Search the Site

Why Don’t Sports Teams Use Randomization? A Guest Post

Here’s the latest guest post from Yale economist and law professor Ian Ayres. His past posts can be found here and here.

In a recent post, I mentioned that when playing poker, I use my watch as a crude random number generator to tell me when to bluff. While there are lots of sports in which it’s best to play a somewhat random strategy, that doesn’t mean that every possible play is equally likely. But it does mean, for example, that when it’s third-and-2 in football, the offense wants to have some possibility of passing to keep the defense honest.

Levitt and others have tested the degree to which professional tennis and soccer players are successful at playing randomized strategies. But it remains a mystery to me why coaches don’t have random number generators (any laptop would do) to help them pick the next pitch in baseball, or the next play they will call in football. Norv Turner would pick the probability of running or passing, and then let the computer decide which it would be.

But an even bigger puzzle is why teams don’t exploit the other powerful use of randomization. To my knowledge, no sports team in the history of humankind has ever run a random control trial to figure out which strategies work the best. (I make this extravagant claim in hopes of provoking you all into providing some counterexamples.) Randomized studies are the gold standard of medical testing, and they’re now the hottest thing in Internet ads.

Want to know whether your Web banner for beer should say “Tastes Great” or “Less Filling”? Run a randomized test in which half the people see one and half the people see the other at random, and then sit back and watch whether one ad generates more sales. I ran just this kind of test on Google Adwords to help choose the title of a book (shameless pitch) I was writing. When I started writing it, I loved the title, “The End of Intuition.” But in a randomized test, “Super Crunchers” had a 63 percent higher click-through rate.

So why don’t sports teams run (more) randomized experiments? The Boston Red Sox are famous for relying on number crunching to gain a competitive edge. But why don’t they proactively make some powerful data by creating randomized treatment and control groups? They could use their minor league teams, for instance, to figure out whether catchers or pitchers make better calls.

They could even have a randomized trial of randomization — they could randomly assign the pitches for half the at-bats to be called in the traditional way (by the coach or the catcher) and the other half could be called by a random strategy established in advance. It would be a double-blind study, because neither the pitcher nor the hitter would need to know which system called the pitch.

If it turned out that the random strategy reduced the batting average of your opponents, that would be pretty strong evidence that it was a better strategy.

Or you could run an experiment to find out whether football teams should go for it more often on fourth down. Economist David Romer has crunched numbers to suggest that professional football teams should go for it fourth down a lot more than they currently do. His proposed optimal strategy is summarized in the following graph, found at the end of his paper:

graph

Amazingly, the data suggests that if it’s fourth down and your team has the ball on the opponent’s 33-yard line, you should go for it even if you have 9 yards left for a first down. NFL coaches have resisted Romer’s advice (though Pulaski Academy has started acting on it). But this is another area in which a little randomized testing could go a long way to help figure out what works. There are thousands upon thousands of college and high school games, but we collectively go for decades without figuring out whether simple changes in strategy could really produce better outcomes.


**EXERCISE BRIEF**.
Return only the lines running from the one that contains "List each element" through the end of the entries, exactly, both ends included. Omit pictures.

[Entries from a visual dataset]
════════════════════

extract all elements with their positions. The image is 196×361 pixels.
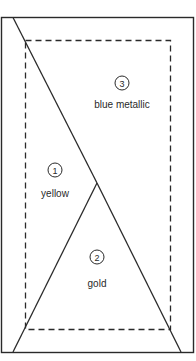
region-3-label: blue metallic (94, 99, 150, 110)
region-3-number: 3 (119, 79, 124, 89)
region-2-number: 2 (94, 253, 99, 263)
region-1-label: yellow (41, 188, 70, 199)
region-2-marker: 2 gold (88, 250, 107, 289)
region-1-number: 1 (52, 166, 57, 176)
region-1-marker: 1 yellow (41, 163, 70, 199)
region-2-label: gold (88, 278, 107, 289)
color-region-diagram: 3 blue metallic 1 yellow 2 gold (0, 0, 196, 361)
triangle-right-side (97, 183, 181, 352)
region-3-marker: 3 blue metallic (94, 76, 150, 110)
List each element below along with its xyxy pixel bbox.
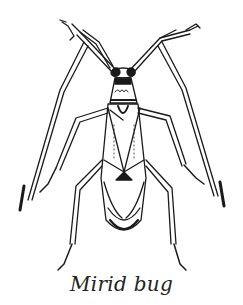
pronotum (110, 78, 137, 103)
head (111, 68, 135, 78)
mirid-bug-illustration (0, 0, 243, 275)
figure-caption: Mirid bug (0, 272, 243, 296)
body-wings (101, 104, 146, 230)
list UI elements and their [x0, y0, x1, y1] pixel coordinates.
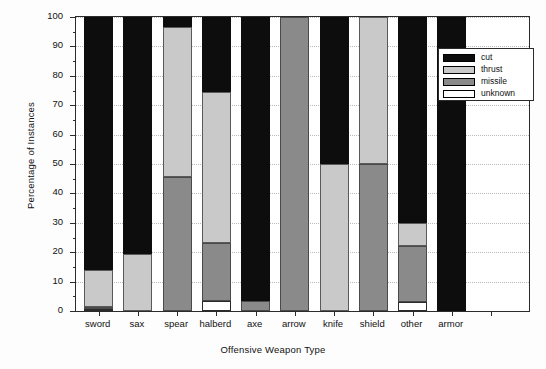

════════════════════

**SOLUTION TO THIS EXERCISE**.
List each element below along with its xyxy pixel bbox.
pronotum (110, 78, 137, 103)
head (111, 68, 135, 78)
mirid-bug-illustration (0, 0, 243, 275)
figure-caption: Mirid bug (0, 272, 243, 296)
body-wings (101, 104, 146, 230)
list UI elements and their [x0, y0, x1, y1] pixel coordinates.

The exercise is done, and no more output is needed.